The agreement, brokered in Belém after negotiations spilled into overtime, calls for wealthy nations to triple adaptation finance by 2035 and launches a voluntary initiative aimed at speeding up national emissions-cutting efforts. But the summit ended without a plan to phase out or even reference coal, oil or gas – a core demand for many countries and civil society groups.
UN climate chief Simon Stiell praised delegates for reaching consensus despite a year marked by political tensions, economic uncertainty and the absence of the United States’ official delegation.
“We are not winning the climate fight,” he said. “But we are undeniably still in it, and fighting back.”
Brazil Secures Deal Amid Rising Tensions
Brazil, the COP30 host, pushed through the agreement after a tense final plenary in which Colombia, Panama and Uruguay objected to the lack of fossil-fuel language. While the presidency acknowledged the deal fell short for many, it said global cooperation was essential to keep climate diplomacy alive.
Brazilian COP President André Corrêa do Lago conceded the negotiations had been “tough” but insisted all sides had shown commitment to progress.
Fossil Fuel Fights Expose Fault Lines
Attempts by Latin American nations and the European Union to include a reference to transitioning away from fossil fuels were blocked by oil-producing countries led by Saudi Arabia. The standoff highlighted the deepening divide between countries calling for rapid decarbonisation and those defending hydrocarbons as part of their development models.

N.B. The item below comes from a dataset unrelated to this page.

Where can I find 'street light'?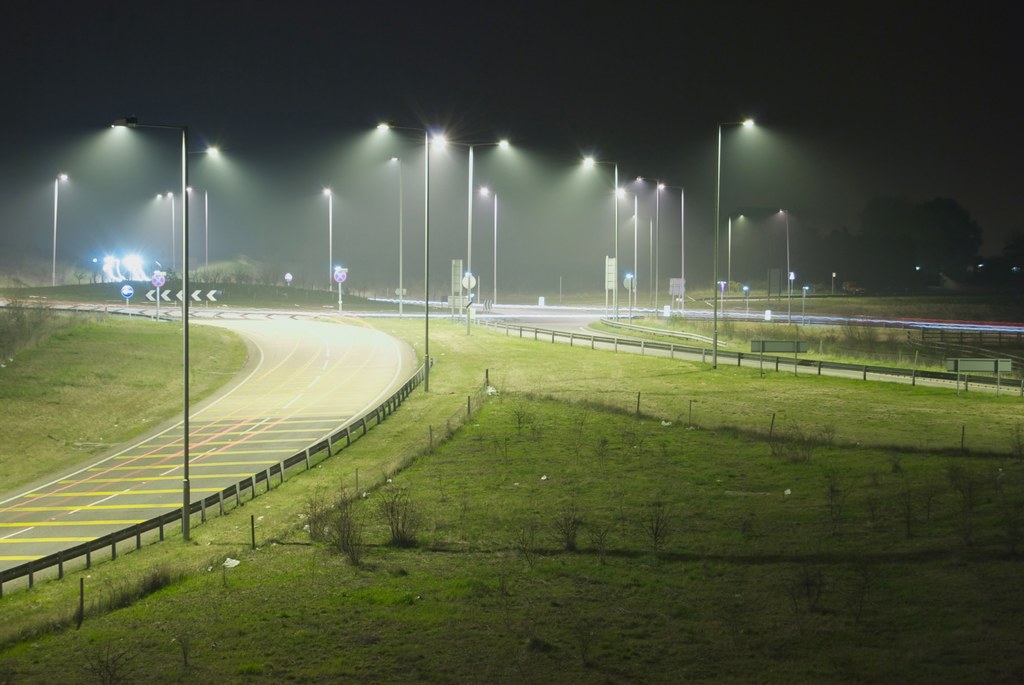
You can find it at Rect(101, 118, 186, 545).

Russia accused dissenting countries of “behaving like children,” provoking strong reactions from several delegations and underscoring the charged atmosphere in the final hours.

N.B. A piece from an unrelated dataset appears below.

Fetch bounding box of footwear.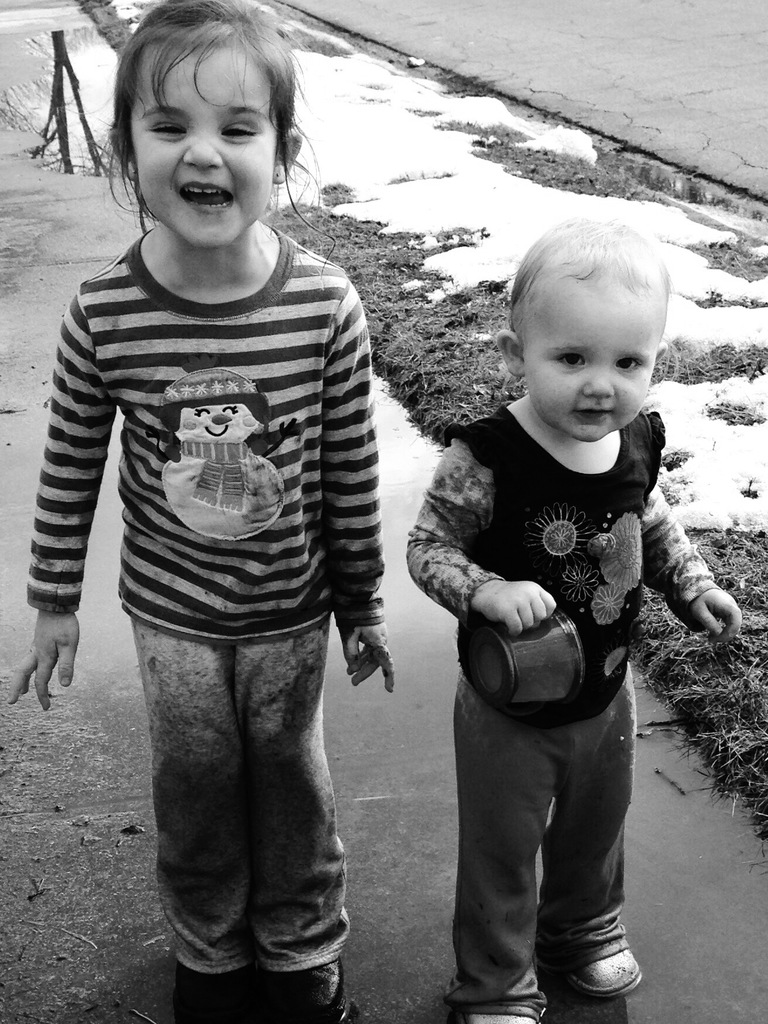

With no consensus, Brazil moved debates on fossil fuels and forest protection into a separate “side text,” signalling these issues will dominate future negotiations rather than disappear.
Adaptation, Finance and Loss-and-Damage Take Center Stage
Developing countries, already struggling with rising seas, worsening droughts and more extreme weather, said the summit’s emphasis on finance was overdue. The deal urges rich nations to triple adaptation funding and improve access to climate finance streams that have historically been slow or overly bureaucratic.
Avinash Persaud of the Inter-American Development Bank welcomed the focus on funding but cautioned that support for loss-and-damage remains inadequate.
“The need for rapid-release finance for climate devastation is as urgent as ever,” he said.
Sierra Leone criticised the new list of indicators for climate preparedness as “unclear” and “unusable,” warning that poorly designed guidance could undermine national resilience planning.
A Mixed Outcome as Climate Risks Intensify
While the final agreement maintains global cooperation and provides a framework for scaling up climate finance, it exposes the limits of consensus-based diplomacy at a time when global warming is accelerating and impacts are worsening.
Countries leave Belém with larger financial pledges, new work programmes and a renewed process to align global trade with climate action but without a unified plan to confront the fossil fuels driving the crisis.
As COP30 concluded, many delegates acknowledged that the world is still struggling to match the pace and scale of climate change. The real test, they said, will be whether governments return next year with greater ambition – and fewer political red lines.